A Video Pioneer: How Lovefilm Blazed A Trail

Lovefilm's demise is not a negative outcome that stems from being left behind - rather, it is a victory for the many entrepreneurs and investors who contributed to building the future of media delivery, and who carefully and deliberately made a migration that took years. It is the next logical step in the evolution of video content within our digital lives.

It's been a story as chequered as any in the TV and movie library that it carried. Lovefilm, the little British upstart that pioneered DVD rentals, finally shuts down after many consumers made the move to streaming services.

As the ending credits roll after 15 years, it is worth remembering that the Lovefilm story was one of constant agile adaptation to the prevailing media economy - and its legacy lives on inside the new-look video landscape.

An acquisitional history

For one, Lovefilm was the product of the roll-up of several early rivals. The original, DVDsOnTop, launched in 2002, but rebranded as Lovefilm a year later after its acquisition by Arts Alliance Ventures. In 2004, rival ScreenSelect accelerated the consolidation of the emerging sector, acquiring In-Movies, Video Island and DVDs365, while Lovefilm snapped up Webflix and the online business of retailer Choices. By 2006, ScreenSelect and Lovefilm themselves merged.

This was a wave of pioneers. Where, now, Lovefilm has given way to streaming operators like Netflix, at the time, it was disrupting established leaders like Blockbuster, the main source of DVD rentals, with a home delivery service - Royal Mail delivering movies before broadband had gone mass-market.

It's not that Lovefilm didn't transition to digital early. By the end of 2008/09, online was its primary business. But its own acquisition of Amazon's nascent DVD rental business in 2008 solidified the trajectory that was emerging. Whilst, to many observers, it looked like a reverse takeover, Amazon became Lovefilm's largest shareholder.

The digital transformation

That ownership gave both sides the focus and power needed to reboot DVD rental as video subscription. It is easy to forget it now but, at the time, Lovefilm's online repertoire was disappointingly small; studios were reluctant to license their movies to digital players. But Amazon's heft gave Lovefilm wings. When Amazon fully acquired Lovefilm in 2011, it soared in digital. Amazon had always intended to use Lovefilm as its vehicle into video-on-demand and, three years later, folded Lovefilm's digital offering into its new Amazon Instant Video, retaining the name Lovefilm By Post for DVDs. It is that branch that is now ceasing activity.

Living to stream another day

Lovefilm's demise is not a negative outcome that stems from being left behind - rather, it is a victory for the many entrepreneurs and investors who contributed to building the future of media delivery, and who carefully and deliberately made a migration that took years. It is the next logical step in the evolution of video content within our digital lives.

I suggest the next wave of media transformation comes not in the delivery, but in the package, which is currently being tested. We are now close to having as much instant access to and delivery of video as we could ever hope for - more, in fact, than there is time for. Three hundred videos are uploaded to YouTube every minute.

The growth in content choices and the trend towards consumption are forcing the containers of content to change.

Overall daily time spent watching UK TV on traditional platforms has been declining since 2011. Even the once-dependable TV fare of live sports is waning, with 2016/17 English Premier League audiences down 22% from the 2010/11 season.

But consumption via mobile is booming. Since mobile consumption tends to occur in the fleeting moments in transit from one activity to another - on the train platform, waiting in the queue - it compels content to be shorter, snappier and more compelling.

Taking a bite out of content

We have heard about "snackable" content strategies for years. The Lovefilms of the future should now be investing in reinventing content in a shorter, more attention-grabbing format.

A recent study of ours recently found that shorter videos gained more views and with only 1% of all social video content actually going viral, many companies are already trying their hand at becoming part of the one percenters. The bigger players are waking up to this trend as NBCUniversal and Snap, owner of the Snapchat app, which is famed for hosting videos of just 10 seconds long, just formed a studio together, dedicated to producing short-form comedies and drama for mobile screens.

Undeniably, in tandem with the explosion in video content consumption online, attention spans have dwindled significantly in response. If we fast forward to a decade from now, this is likely to be even more pronounced than now. By 2027, we're likely to see all long form content adapted significantly towards creating additional shorter, digestible content for consumers.

As evidenced by the closure of Lovefilm, consumption trends can change as quickly as they came along, getting ahead of the curve is critical to survive.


### Exercise goal
Each line of the records that includes "Bank" should be found and copied.

### Stored records
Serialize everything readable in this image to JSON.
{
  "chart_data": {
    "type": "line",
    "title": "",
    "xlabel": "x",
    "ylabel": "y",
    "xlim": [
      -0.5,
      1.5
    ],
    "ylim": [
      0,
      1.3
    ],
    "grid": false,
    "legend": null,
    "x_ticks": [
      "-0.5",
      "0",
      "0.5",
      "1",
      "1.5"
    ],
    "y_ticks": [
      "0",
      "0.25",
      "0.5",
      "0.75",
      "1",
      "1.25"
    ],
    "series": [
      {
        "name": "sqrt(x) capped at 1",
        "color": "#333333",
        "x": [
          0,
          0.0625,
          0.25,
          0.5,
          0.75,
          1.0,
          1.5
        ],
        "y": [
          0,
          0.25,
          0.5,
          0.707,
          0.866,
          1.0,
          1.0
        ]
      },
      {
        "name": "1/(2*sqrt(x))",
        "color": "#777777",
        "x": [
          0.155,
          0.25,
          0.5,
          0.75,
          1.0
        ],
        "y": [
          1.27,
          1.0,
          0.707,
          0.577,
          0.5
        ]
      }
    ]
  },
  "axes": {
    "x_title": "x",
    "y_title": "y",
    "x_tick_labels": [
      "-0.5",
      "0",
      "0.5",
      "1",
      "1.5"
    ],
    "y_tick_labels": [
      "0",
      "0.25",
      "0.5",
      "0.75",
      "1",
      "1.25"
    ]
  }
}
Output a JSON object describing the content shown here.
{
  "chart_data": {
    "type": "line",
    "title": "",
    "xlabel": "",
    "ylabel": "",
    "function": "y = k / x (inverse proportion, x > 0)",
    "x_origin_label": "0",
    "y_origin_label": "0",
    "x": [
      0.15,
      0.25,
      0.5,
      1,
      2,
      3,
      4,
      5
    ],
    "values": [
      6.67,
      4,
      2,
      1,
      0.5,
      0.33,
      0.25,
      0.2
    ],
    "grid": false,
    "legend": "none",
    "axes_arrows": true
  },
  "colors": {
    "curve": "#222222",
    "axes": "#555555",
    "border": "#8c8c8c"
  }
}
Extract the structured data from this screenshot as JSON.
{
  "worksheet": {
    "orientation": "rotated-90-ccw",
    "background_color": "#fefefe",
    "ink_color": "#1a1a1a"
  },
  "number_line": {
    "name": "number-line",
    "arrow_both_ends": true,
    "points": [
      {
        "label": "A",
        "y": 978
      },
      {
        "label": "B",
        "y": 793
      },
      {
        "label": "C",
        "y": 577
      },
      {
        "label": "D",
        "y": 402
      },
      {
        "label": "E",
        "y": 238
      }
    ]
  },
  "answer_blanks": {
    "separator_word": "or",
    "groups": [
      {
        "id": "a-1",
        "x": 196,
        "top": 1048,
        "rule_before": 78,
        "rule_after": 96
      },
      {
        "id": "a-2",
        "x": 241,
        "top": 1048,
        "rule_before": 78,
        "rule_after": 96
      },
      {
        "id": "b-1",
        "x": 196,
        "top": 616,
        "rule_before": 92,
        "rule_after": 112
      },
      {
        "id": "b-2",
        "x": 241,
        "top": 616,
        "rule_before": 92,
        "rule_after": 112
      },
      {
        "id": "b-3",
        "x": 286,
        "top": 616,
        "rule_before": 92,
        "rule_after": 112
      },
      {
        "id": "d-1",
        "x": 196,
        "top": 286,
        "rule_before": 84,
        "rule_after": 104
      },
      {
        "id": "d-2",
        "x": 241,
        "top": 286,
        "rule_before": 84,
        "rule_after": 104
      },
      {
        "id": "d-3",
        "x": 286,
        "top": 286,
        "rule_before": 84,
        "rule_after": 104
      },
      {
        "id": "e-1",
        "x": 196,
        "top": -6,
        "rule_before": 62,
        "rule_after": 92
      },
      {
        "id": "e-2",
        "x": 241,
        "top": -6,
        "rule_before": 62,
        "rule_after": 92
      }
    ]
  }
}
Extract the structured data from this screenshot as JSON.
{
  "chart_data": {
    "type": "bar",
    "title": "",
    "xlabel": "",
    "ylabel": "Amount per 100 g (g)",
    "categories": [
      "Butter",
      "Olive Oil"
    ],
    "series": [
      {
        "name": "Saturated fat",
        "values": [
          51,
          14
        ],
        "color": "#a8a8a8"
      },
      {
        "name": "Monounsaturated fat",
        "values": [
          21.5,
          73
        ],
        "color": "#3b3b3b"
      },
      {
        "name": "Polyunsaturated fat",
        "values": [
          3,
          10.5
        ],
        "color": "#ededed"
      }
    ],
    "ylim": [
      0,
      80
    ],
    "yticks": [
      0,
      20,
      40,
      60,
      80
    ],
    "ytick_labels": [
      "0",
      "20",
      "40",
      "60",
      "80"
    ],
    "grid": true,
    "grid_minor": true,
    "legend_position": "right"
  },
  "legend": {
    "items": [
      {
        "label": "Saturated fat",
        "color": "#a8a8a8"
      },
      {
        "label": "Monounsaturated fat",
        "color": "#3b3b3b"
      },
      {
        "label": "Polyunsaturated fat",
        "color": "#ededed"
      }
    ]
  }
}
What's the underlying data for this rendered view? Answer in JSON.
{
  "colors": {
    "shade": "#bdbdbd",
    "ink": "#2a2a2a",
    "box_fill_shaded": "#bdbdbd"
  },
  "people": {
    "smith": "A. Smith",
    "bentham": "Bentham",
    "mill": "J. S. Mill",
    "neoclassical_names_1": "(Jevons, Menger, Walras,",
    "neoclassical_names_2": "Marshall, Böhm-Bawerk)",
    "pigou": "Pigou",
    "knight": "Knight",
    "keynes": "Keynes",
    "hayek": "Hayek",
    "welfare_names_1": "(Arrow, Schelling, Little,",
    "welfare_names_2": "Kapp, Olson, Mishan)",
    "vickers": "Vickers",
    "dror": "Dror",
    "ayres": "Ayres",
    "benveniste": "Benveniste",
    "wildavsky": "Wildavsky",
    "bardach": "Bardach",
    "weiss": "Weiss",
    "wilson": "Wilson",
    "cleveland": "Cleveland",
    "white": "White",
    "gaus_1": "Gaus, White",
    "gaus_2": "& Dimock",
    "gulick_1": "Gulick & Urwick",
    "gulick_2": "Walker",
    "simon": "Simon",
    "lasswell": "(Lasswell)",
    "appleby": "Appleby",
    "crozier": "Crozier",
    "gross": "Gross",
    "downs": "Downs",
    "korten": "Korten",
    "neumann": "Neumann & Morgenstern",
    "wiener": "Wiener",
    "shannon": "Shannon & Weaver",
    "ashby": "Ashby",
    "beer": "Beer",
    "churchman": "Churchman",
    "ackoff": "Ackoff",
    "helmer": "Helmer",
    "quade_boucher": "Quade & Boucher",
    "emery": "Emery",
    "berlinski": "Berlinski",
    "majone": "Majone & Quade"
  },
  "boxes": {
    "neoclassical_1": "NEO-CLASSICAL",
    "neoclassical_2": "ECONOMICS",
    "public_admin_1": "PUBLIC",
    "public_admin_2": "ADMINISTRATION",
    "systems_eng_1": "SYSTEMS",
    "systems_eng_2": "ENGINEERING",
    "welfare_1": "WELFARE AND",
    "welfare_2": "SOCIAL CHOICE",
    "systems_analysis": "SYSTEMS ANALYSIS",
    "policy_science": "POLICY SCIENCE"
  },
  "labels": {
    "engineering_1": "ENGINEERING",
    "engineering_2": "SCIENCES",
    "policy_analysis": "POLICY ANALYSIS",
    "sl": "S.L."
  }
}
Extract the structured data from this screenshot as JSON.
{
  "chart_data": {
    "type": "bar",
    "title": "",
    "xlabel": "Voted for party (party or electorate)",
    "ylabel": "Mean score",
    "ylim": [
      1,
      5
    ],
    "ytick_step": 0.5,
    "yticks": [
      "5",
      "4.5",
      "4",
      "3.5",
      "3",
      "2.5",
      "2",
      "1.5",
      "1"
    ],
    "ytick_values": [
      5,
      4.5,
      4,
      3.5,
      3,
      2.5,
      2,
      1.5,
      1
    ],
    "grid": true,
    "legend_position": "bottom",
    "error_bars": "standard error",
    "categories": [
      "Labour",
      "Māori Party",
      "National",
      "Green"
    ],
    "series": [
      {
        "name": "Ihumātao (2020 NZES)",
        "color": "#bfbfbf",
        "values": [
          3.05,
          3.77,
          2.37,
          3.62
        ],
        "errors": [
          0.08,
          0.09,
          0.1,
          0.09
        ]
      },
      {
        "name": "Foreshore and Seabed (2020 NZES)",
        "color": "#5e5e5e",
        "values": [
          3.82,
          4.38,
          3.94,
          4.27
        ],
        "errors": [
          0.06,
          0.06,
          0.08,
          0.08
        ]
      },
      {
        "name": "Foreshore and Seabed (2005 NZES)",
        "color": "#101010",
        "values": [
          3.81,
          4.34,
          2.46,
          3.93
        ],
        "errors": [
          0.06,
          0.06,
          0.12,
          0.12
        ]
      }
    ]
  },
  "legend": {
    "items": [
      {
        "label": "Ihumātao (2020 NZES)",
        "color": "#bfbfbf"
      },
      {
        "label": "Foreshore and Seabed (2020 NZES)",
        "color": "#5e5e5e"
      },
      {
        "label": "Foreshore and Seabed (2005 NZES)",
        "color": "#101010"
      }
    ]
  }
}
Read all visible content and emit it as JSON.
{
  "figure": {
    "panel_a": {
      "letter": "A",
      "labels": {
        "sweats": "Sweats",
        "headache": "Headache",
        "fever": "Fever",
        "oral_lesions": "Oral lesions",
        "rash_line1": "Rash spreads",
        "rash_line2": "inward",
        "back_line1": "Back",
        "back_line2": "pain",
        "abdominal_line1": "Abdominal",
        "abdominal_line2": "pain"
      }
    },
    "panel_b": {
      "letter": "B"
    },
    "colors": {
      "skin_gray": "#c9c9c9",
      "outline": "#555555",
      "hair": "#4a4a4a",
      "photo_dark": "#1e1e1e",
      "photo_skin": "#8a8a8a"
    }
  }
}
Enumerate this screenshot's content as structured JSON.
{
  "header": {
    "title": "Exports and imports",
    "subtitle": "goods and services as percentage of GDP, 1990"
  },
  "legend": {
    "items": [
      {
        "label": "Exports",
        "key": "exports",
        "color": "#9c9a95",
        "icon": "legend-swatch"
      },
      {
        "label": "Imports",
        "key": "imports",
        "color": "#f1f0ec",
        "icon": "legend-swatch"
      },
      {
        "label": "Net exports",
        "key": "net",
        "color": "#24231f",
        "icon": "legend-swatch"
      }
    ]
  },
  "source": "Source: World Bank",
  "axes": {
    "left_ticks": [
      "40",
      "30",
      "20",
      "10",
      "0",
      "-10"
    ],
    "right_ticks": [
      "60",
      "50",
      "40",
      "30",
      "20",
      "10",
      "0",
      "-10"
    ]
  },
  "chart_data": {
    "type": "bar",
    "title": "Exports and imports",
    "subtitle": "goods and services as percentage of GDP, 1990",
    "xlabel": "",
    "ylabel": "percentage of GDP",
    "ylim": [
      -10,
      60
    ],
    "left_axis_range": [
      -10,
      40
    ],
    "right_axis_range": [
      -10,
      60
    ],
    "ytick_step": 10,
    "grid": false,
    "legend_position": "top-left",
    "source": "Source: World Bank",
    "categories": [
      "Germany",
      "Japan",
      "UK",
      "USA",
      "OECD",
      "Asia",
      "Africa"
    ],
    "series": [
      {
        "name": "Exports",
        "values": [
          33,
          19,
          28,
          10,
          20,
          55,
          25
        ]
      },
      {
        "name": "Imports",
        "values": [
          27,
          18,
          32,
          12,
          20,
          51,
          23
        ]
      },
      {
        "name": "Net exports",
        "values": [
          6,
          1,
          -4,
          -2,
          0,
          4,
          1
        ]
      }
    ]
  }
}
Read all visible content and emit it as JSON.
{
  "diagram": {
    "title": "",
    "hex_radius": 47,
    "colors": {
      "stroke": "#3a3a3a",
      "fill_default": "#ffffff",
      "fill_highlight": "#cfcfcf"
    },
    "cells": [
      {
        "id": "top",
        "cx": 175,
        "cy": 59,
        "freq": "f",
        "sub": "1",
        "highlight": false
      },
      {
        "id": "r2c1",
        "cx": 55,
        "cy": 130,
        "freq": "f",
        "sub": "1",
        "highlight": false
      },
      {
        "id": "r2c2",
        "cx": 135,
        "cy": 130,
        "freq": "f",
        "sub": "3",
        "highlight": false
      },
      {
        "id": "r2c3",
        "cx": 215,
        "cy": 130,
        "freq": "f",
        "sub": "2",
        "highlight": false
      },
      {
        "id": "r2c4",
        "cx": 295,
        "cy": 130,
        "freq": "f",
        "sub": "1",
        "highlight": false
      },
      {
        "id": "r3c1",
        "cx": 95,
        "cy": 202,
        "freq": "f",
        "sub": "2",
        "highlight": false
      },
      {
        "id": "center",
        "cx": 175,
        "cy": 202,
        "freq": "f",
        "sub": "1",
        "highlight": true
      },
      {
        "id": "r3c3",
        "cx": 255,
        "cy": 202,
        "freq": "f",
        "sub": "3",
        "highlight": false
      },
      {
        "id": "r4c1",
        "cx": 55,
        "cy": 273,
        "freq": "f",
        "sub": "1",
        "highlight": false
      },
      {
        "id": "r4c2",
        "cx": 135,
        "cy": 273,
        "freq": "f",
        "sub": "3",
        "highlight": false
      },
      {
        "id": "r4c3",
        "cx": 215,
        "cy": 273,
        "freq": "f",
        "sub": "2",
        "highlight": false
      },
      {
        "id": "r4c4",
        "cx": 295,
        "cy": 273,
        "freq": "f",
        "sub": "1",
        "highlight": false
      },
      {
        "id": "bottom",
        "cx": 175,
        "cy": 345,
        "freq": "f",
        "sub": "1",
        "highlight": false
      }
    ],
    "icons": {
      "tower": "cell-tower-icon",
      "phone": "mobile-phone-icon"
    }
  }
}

### Task solution
  "source": "Source: World Bank",
    "source": "Source: World Bank",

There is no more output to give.